Related Work & Insights¶
- vs. Standard RoPE / V2PE / CircleRoPE / MHRoPE: These methods either enforce a uniform step size \(p_i=i\) or design fixed rules at the architectural/frequency level (additionally, V2PE/MHRoPE mostly require training). MODIX is completely training-free and determines step sizes dynamically based on task-dependent informational contributions rather than static rules, performing comparably or better in direct comparisons.
- vs. Token Pruning (e.g., visual token pruning variants): Pruning physically discards redundant visual tokens, sacrificing spatial structural information and often requiring architectural changes. MODIX retains all tokens and only scales position intervals.
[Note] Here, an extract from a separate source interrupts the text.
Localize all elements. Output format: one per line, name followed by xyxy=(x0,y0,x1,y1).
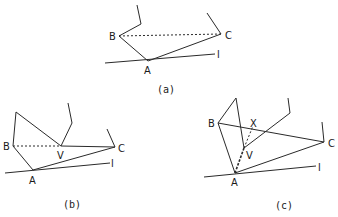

Thus, it preserves all information without model alterations, facilitating direct deployment to pretrained VLMs.
- vs. Multimodal Information Theory Methods (Information Bottleneck / Mutual Information Maximization): Previously utilized mostly for representation learning or modal fusion, MODIX systematically applies informational principles to positional step size design for the first time, introducing a novel perspective of allocating positional granularity based on informational contributions.
Rating¶
- Novelty: ⭐⭐⭐⭐⭐ Reconceptualizing positional granularity as an allocatable resource and using information theory to drive step sizes represents a fresh perspective on PE design, which is also training-free.
- Experimental Thoroughness: ⭐⭐⭐⭐ Solid evaluation across 3 architectures \(\times\) 7 benchmarks + video + horizontal comparison + overhead analysis with 10 seeds for significance testing; however, training-state and ultra-large model validations remain weak.
- Writing Quality: ⭐⭐⭐⭐⭐ The theoretical derivation of the bandwidth-to-step relationship is clear, the case analysis is intuitive, and the framework diagrams map cleanly to the mathematical formulations.
- Value: ⭐⭐⭐⭐ Plug-and-play with near-zero overhead, delivering notable gains for smaller models, making it highly engineering-friendly; however, performance gains narrow as the model size increases.